The idea was to redirect flows of major Canadian rivers southward through the Rocky Mountain trench, to the US west. and also dam James Bay, blast a huge canal south through Ontario and send water into the Great Lakes, and then southward to the central US.
But even if not this particular plan, the idea of somehow allowing bulk water sales, while abhorrent to most Canadians, is not necessarily so to recent politicians, such as former Prime Minister Brian Mulroney (1984-1993) who introduced a Bill (C-156) that would have allowed exports by tanker and small-scale land diversion
The most recent is the leader of the New Democratic Party, Thomas Mulcair. He thought the idea of bulk exports of water was worth exploring while he was the environment minister in the Quebec provincial government. He is currently the leader of the federal New Democratic Party seeking to be Prime Minister of Canada in the present general election campaign, but now insists he has changed his mind.
“We want the money”
He points to the oil sands in Alberta saying that the oil sands cause great disruption of the land, enormous pollution, and so on, but Canada has decided the damage is worth it.
“It’s one of the biggest environmental problems we have in the country yet It was a conscious decision, we want the money”, he says.
He also notes that the international giant Nestle is already sucking up vast amounts of ground water for bottled water sales, and that Nestle and many other industries are allowed to extract water in bulk at little to no cost, and without serious conservation measures, at the same time as Canada is barring bulk exports.
A paper published recently by the University of Calgary School of Public Policy and produced by an American professor recently suggested Canada consider sale of water to the US.
The author Rhett Larson, an associate law professor and environmental law expert at Arizona State University wrote, “Canada should arguably treat water the same way it treats oil or gold – a valuable commodity on the international market with benefits from exportation outweighing the costs of depletion”.

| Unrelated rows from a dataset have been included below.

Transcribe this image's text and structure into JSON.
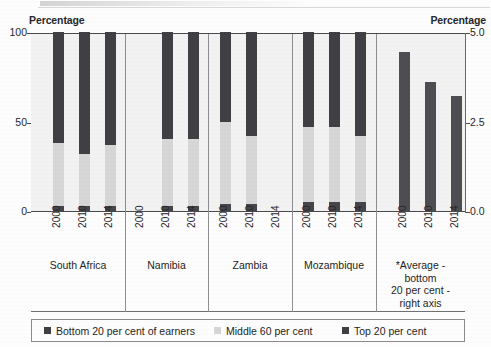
{
  "axes": {
    "left_caption": "Percentage",
    "right_caption": "Percentage",
    "left_ticks": [
      "100",
      "50",
      "0"
    ],
    "right_ticks": [
      "5.0",
      "2.5",
      "0.0"
    ]
  },
  "legend": {
    "items": [
      {
        "label": "Bottom 20 per cent of earners",
        "color": "#3f3f44",
        "key": "bottom"
      },
      {
        "label": "Middle 60 per cent",
        "color": "#d6d6d6",
        "key": "middle"
      },
      {
        "label": "Top 20 per cent",
        "color": "#3f3f44",
        "key": "top"
      }
    ]
  },
  "groups": [
    {
      "name": "South Africa",
      "years": [
        "2000",
        "2010",
        "2014"
      ]
    },
    {
      "name": "Namibia",
      "years": [
        "2000",
        "2010",
        "2014"
      ]
    },
    {
      "name": "Zambia",
      "years": [
        "2000",
        "2010",
        "2014"
      ]
    },
    {
      "name": "Mozambique",
      "years": [
        "2000",
        "2010",
        "2014"
      ]
    },
    {
      "name": "*Average -\nbottom\n20 per cent -\nright axis",
      "years": [
        "2000",
        "2010",
        "2014"
      ]
    }
  ],
  "chart_data": {
    "type": "bar",
    "title": "",
    "subtitle": "",
    "xlabel": "",
    "ylabel": "Percentage",
    "y2label": "Percentage",
    "ylim": [
      0,
      100
    ],
    "y2lim": [
      0,
      5.0
    ],
    "yticks": [
      0,
      50,
      100
    ],
    "y2ticks": [
      0.0,
      2.5,
      5.0
    ],
    "grid": false,
    "stacked": true,
    "legend_position": "bottom",
    "categories": [
      "South Africa 2000",
      "South Africa 2010",
      "South Africa 2014",
      "Namibia 2000",
      "Namibia 2010",
      "Namibia 2014",
      "Zambia 2000",
      "Zambia 2010",
      "Zambia 2014",
      "Mozambique 2000",
      "Mozambique 2010",
      "Mozambique 2014",
      "*Average 2000",
      "*Average 2010",
      "*Average 2014"
    ],
    "series": [
      {
        "name": "Bottom 20 per cent of earners",
        "axis": "left",
        "color": "#3f3f44",
        "values": [
          3,
          3,
          3,
          null,
          3,
          3,
          4,
          4,
          null,
          5,
          5,
          5,
          null,
          null,
          null
        ]
      },
      {
        "name": "Middle 60 per cent",
        "axis": "left",
        "color": "#d6d6d6",
        "values": [
          35,
          29,
          34,
          null,
          37,
          37,
          46,
          38,
          null,
          42,
          42,
          37,
          null,
          null,
          null
        ]
      },
      {
        "name": "Top 20 per cent",
        "axis": "left",
        "color": "#3f3f44",
        "values": [
          62,
          68,
          63,
          null,
          60,
          60,
          50,
          58,
          null,
          53,
          53,
          58,
          null,
          null,
          null
        ]
      },
      {
        "name": "*Average - bottom 20 per cent - right axis",
        "axis": "right",
        "color": "#4d4d52",
        "values": [
          null,
          null,
          null,
          null,
          null,
          null,
          null,
          null,
          null,
          null,
          null,
          null,
          4.45,
          3.6,
          3.2
        ]
      }
    ],
    "notes": [
      "Namibia 2000 has no data (no bar shown).",
      "Zambia 2014 has no data (no bar shown).",
      "The rightmost group plots a single average bar against the right axis (0.0-5.0)."
    ]
  }
}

“What is the difference between the water embedded in Canada’s industrial and agricultural exports and raw water exported in bulk tankers or pipelines? Either way, enormous quantities of water are being exported from Canada.” Writes the American professor.
In any case, Lloyd Alter says with climate change causing increased hardship and increasing the need it is not a question of “if” Americans will come demanding Canadian water, but “when”.